Despite our awareness of landmines, humans struggle with landmine detection. Human teams take longer to review potentially landmine-riddled plots of land, especially as metal detectors prove ineffective with sensing non-metal explosives. This is where the dogs come in.

Dogs’ discriminatory abilities allow them to more efficiently search for landmines. Canines already have strong discriminatory abilities and senses of smell due to their large olfactory – or smell – centers, 40 times the size of a human’s.

A service dog at the beach.

Dogs with heightened discriminatory abilities can more easily sense target odors. Not only can dogs identify chemicals leaking from devices, they can also overlook other scents. Varying soil types, moisture levels, microorganism presences and climate conditions contribute to background odors that complicate scent discrimination. Research shows that dogs can comfortably differentiate up to 10 odors. Considering these factors, dogs perform comparatively better than humans in uncovering landmines.

Working closer to home

While canines surpass humans with olfaction, dogs also have impressive hearing. Dogs can detect high pitches that adult humans may not hear, such as frequencies of up to 65 thousand Hertz. Along with pitch sensitivity, dogs can detect sounds with lower intensity. This wide range equips dogs to better serve deaf and hard-of-hearing humans.

Toddler-like social cognition and strong sensory sensitivity are just two components that shape service dogs. Puppy-mother attachments also correlate to performance.

A study published in 2017 analyzed puppies bred to be service dogs. Puppies exposed to more intensified maternal behaviors – like licking and certain kinds of nursing – were more likely to be released from service dog training programs. This could be due to less exposure to stress.
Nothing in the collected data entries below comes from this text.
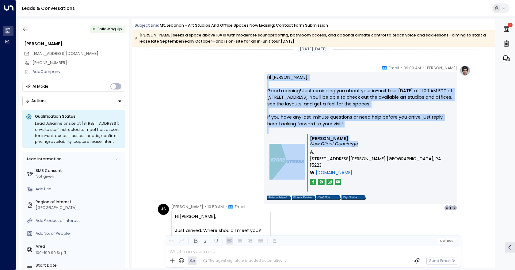  Describe the element at coordinates (321, 182) in the screenshot. I see `img: storexpress_google.png` at that location.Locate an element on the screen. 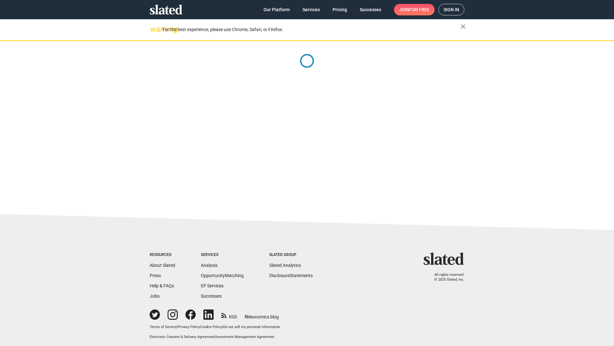 The height and width of the screenshot is (346, 614). a: Terms of Service is located at coordinates (163, 326). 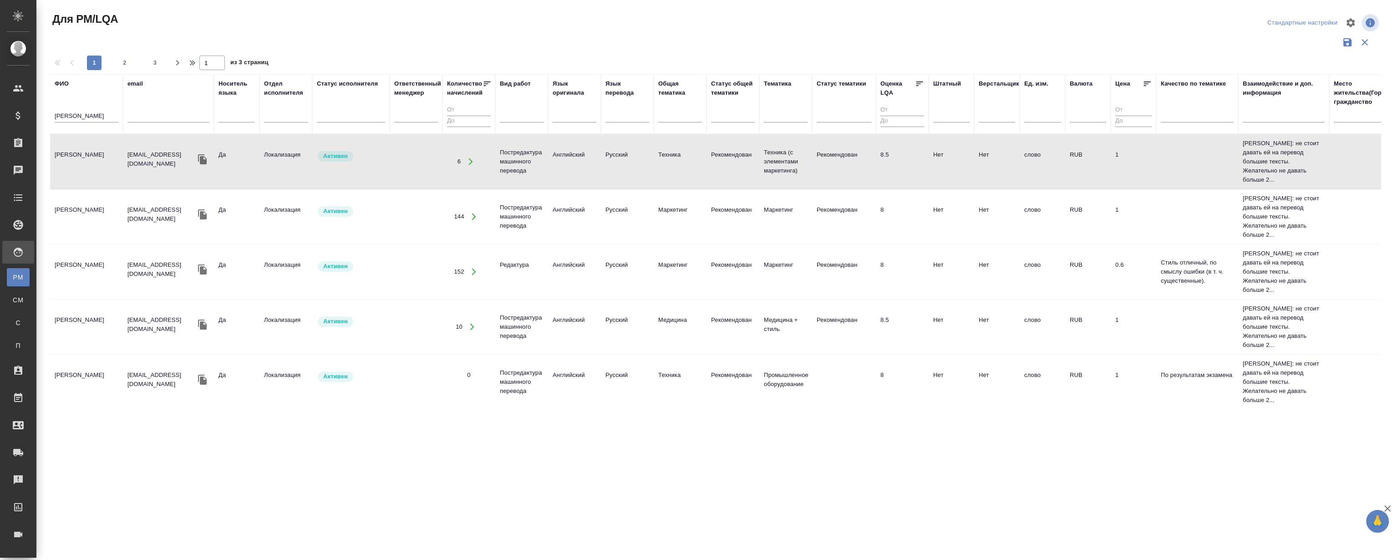 What do you see at coordinates (1198, 375) in the screenshot?
I see `p: По результатам экзамена` at bounding box center [1198, 375].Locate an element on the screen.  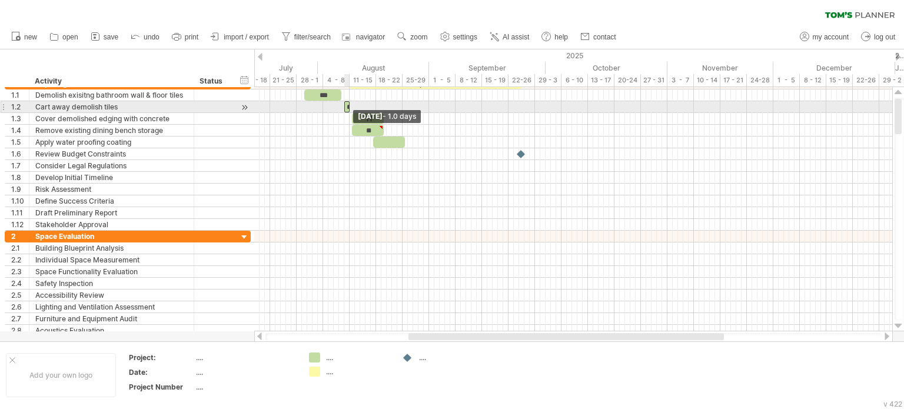
span: settings is located at coordinates (465, 37).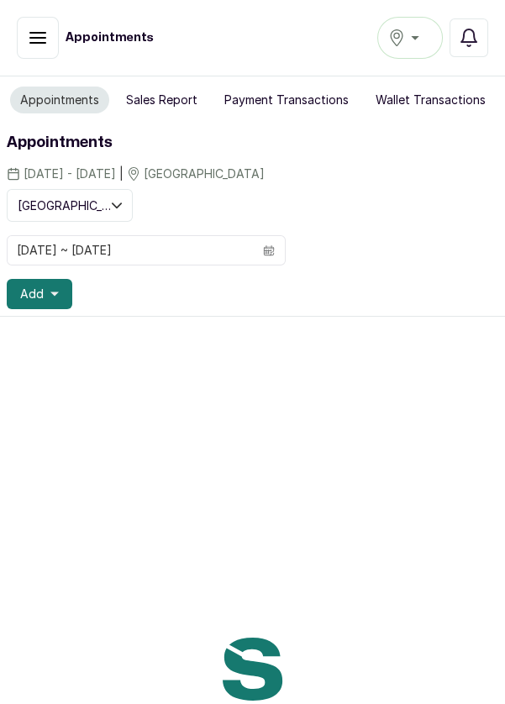 This screenshot has height=704, width=505. I want to click on button: Sales Report, so click(161, 100).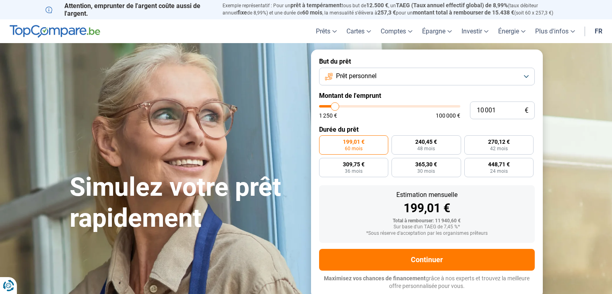 Image resolution: width=612 pixels, height=294 pixels. Describe the element at coordinates (326, 31) in the screenshot. I see `a: Prêts` at that location. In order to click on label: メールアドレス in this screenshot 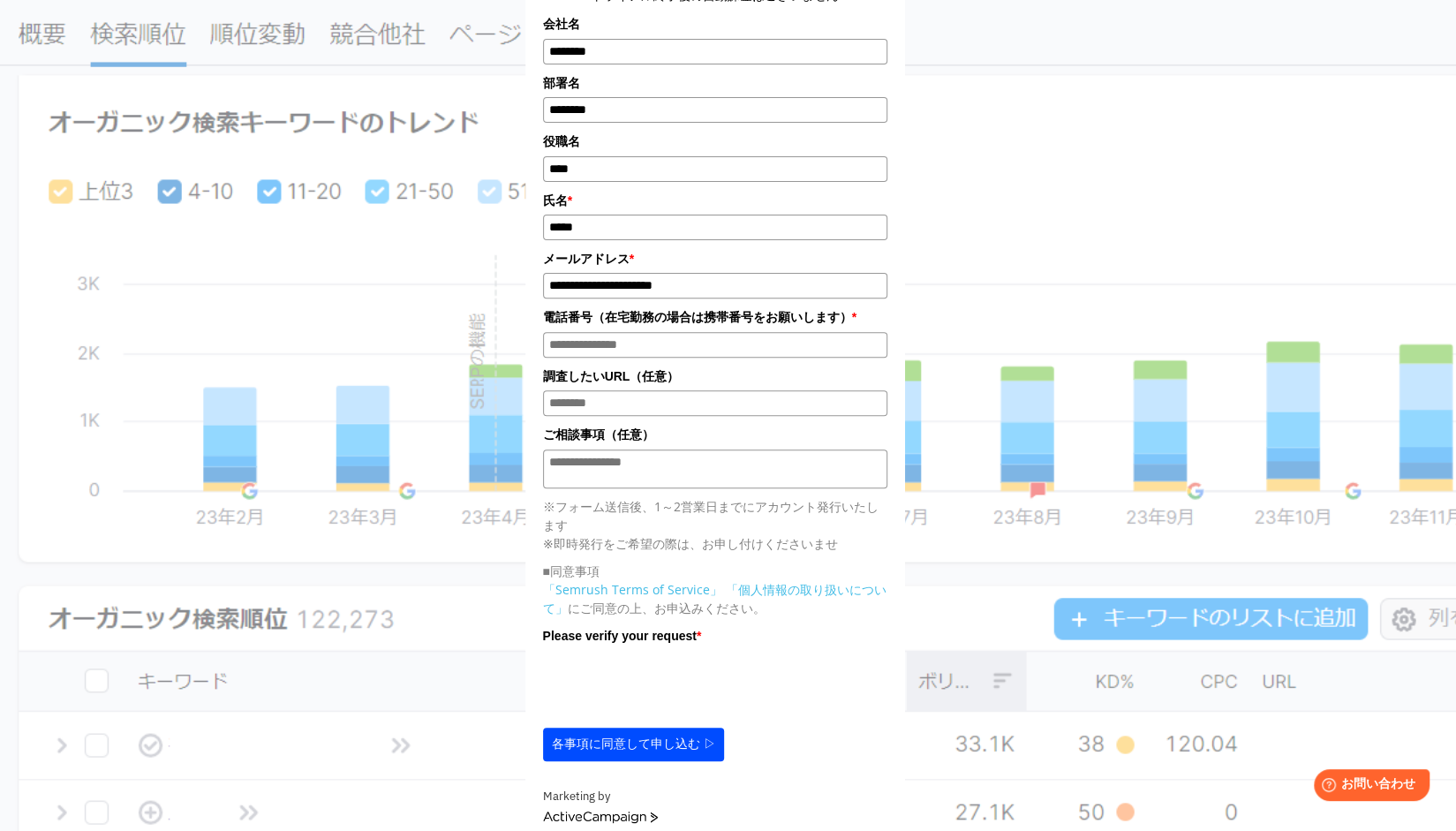, I will do `click(715, 258)`.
While having too much stress inhibits performance, puppies need to understand stress to manage high-pressure tasks. The effect of maternal styles on future service animals is still contested and lacks a substantial body of literature, but multiple researchers have observed patterns in dismissals from service dog programs due to these differences.

Knowing a dog’s worth

While some dogs’ genetics, upbringings and learned skills give them advantages as military or service animals, there is more universal research supporting dogs’ benefits. Some studies suggest dogs boost human oxytocin levels and lower cortisol levels, reducing stress. While dogs can experience heightened cortisol levels from human interaction, dogs can also experience a similar oxytocin boost, encouraging greater bonds.

A dog may have the intelligence of a toddler, but dogs’ sociability and sensory perception allow them to function in vastly different capacities than humans. Even if your four-legged friend spends most of their time on long walks or cuddled up by the fireplace, the human-canine relationship is a beast in itself.

The post Meet Man’s Best Friend… and Hero appeared first on Illinois Science Council.